Monday, September 22, 2014

My First Epic Battle


My first Epic Battle Was with a kid named Keith - I don't remember his last name.  Keith was handsome, tall for a third-grader, and extremely well-dressed.  I remember he wore a button-down shirt every day instead of a pullover, and I never saw him in dungarees.  (This was the late sixties when childrens' denim was making the unsteady transition from dungarees to jeans.)  Keith was self-confident and well-liked.  The teacher would call him up to the blackboard to do long division and he would race through problems like he was born with a piece of chalk in his hand.

I liked him, too, but I knew it was essential that I fight him.

I was a new kid, having just moved to Georgia from Florida, and I could see that fighting Keith - and winning, I had no doubt I would win - would earn me eternal glory in Mrs. Brown's class in Washington County High.

I told Keith I was going to fight him, and Keith, while somewhat nonplussed, accepted the challenge.  He was a polite kid and willing to oblige a newcomer.  He had a sidekick named Ricky, whom I always thought of as Ricky Ricardo, who was very derisive about my chances.  In truth, I don't think Ricky was really Keith's sidekick, but just someone who was nearby when I made the challenge and who - wisely - predicted I was going to get a whooping.

(In 1968 Sandersville, Georgia, children did not use the expression "ass-kicking."  We did not say "ass" at all, and some of us did not suspect such a word existed.  A vandal had spray-painted "Class of '67 SUX" on various surfaces throughout the county, which left me totally mystified.  I thought it was Roman numerals.)

We fought during recess, but we didn't even get as far as the playground.  We fought on the sidewalk just outside the front door.  "I'm going to fight you now," I informed him, and went for him.  Most of the kids went on to the swings, but two or three onlookers stayed to watch.  The tension was so thick, it was noticeable.

In my mind's eye, I pictured the sort of fights I'd seen on Bonanza.  I actually believes that at a climactic point, I would seize him by his belt and his shirt collar and send him crashing through a plate glass window.  However, the setting was not congenial to such maneuvers, there being no windows handy.  Instead I seized him by his upper biceps, and attempted to hurl him to the ground.  He seized me likewise.  I do not know if he was attempting to hurl me to the ground or not, but he might have been.

That's where we stuck.  Neither of us could let go without being hurled to the ground by the other.  It would never have occurred to me to throw a punch; I didn't want to hurt him, just beat him.  Kicking was also out of the question.  This was years before the TV show Kung Fu made kicking okay; in those days, kicking was still something only girls and sissies did.  So we stayed there, locked in a mortal grip.  Two of the three onlookers got bored and went to the playground.  Mrs. Brown, if she observed the tableau from the window, did not rush out to break up the fight.  If she'd seen it, she wouldn't have known it was a fight.

It was Ricky Ricardo who indirectly broke up the fight.  Ricky, the only remaining onlooker, inquired of Keith why he didn't simply beat me up.  Keith, still as pleasant as ever, said that I was a lot stronger than I looked.

That was all it took.  I released him, and he me.  I was stronger than I looked, which was high compliment coming from Keith, who was clearly pretty strong himself if I hadn't been able to send him crashing through a window.  After that we could be friends.
I had proven myself and earned eternal glory in Mrs. Brown's third grade.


> _Assigned task_: Review the material line by line. Identify and copy every line that contains the string "Dough".

··· Excerpted records ···

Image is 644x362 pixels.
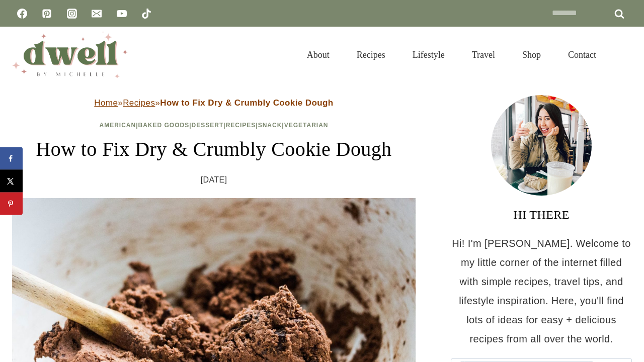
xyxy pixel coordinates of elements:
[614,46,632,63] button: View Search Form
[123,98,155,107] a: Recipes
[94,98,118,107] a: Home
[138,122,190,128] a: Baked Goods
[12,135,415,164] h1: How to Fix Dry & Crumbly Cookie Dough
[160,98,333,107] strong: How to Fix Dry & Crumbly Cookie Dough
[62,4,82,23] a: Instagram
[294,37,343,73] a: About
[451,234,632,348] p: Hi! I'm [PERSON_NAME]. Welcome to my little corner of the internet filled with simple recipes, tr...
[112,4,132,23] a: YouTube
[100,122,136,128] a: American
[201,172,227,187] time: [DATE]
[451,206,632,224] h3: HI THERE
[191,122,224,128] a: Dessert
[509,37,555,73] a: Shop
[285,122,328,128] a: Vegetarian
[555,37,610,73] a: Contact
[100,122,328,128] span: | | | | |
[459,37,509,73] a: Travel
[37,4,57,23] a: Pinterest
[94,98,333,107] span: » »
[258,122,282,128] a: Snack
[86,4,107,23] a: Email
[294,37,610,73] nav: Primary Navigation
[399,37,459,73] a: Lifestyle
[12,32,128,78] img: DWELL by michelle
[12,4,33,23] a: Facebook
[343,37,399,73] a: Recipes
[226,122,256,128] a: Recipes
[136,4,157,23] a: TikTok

···
··· Excerpted records ···

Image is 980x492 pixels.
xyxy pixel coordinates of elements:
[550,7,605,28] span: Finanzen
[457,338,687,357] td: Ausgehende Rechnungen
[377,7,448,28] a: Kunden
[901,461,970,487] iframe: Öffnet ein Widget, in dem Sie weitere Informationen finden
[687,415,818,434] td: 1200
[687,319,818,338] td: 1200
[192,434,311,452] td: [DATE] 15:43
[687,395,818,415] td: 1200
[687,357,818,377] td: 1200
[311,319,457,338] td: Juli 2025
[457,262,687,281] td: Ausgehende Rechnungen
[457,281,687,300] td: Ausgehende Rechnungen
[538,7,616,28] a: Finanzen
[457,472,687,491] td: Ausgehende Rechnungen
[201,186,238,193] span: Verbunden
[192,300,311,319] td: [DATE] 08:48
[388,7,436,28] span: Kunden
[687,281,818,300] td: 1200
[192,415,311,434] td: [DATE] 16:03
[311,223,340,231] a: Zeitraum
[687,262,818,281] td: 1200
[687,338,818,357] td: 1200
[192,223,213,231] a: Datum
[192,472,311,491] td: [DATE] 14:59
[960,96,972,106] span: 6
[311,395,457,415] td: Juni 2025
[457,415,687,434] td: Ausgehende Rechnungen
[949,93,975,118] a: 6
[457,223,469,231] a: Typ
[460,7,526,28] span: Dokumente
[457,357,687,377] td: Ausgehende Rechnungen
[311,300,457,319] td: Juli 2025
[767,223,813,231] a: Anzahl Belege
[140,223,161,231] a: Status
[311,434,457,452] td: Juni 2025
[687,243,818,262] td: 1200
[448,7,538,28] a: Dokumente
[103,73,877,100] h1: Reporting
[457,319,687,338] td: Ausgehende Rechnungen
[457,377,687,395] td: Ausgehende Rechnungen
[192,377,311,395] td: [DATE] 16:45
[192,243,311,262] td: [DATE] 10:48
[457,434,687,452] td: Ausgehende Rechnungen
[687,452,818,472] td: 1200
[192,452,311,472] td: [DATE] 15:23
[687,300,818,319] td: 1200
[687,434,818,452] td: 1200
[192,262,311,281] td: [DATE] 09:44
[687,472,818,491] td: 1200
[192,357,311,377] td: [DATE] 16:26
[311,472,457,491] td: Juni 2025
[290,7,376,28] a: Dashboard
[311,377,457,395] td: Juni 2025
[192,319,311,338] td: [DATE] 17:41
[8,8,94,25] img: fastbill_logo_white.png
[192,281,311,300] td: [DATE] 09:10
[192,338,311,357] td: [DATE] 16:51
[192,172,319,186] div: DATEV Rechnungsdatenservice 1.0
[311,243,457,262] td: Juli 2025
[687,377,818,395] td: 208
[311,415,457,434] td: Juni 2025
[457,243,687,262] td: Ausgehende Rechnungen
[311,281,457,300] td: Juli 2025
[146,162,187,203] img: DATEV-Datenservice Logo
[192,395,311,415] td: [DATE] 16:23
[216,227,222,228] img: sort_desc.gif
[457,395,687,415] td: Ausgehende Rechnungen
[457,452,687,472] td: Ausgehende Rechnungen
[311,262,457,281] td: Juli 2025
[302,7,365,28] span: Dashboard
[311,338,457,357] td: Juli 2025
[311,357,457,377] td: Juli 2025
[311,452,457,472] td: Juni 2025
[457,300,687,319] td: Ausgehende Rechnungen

···

> _Written reply_:
[12,135,415,164] h1: How to Fix Dry & Crumbly Cookie Dough
[160,98,333,107] strong: How to Fix Dry & Crumbly Cookie Dough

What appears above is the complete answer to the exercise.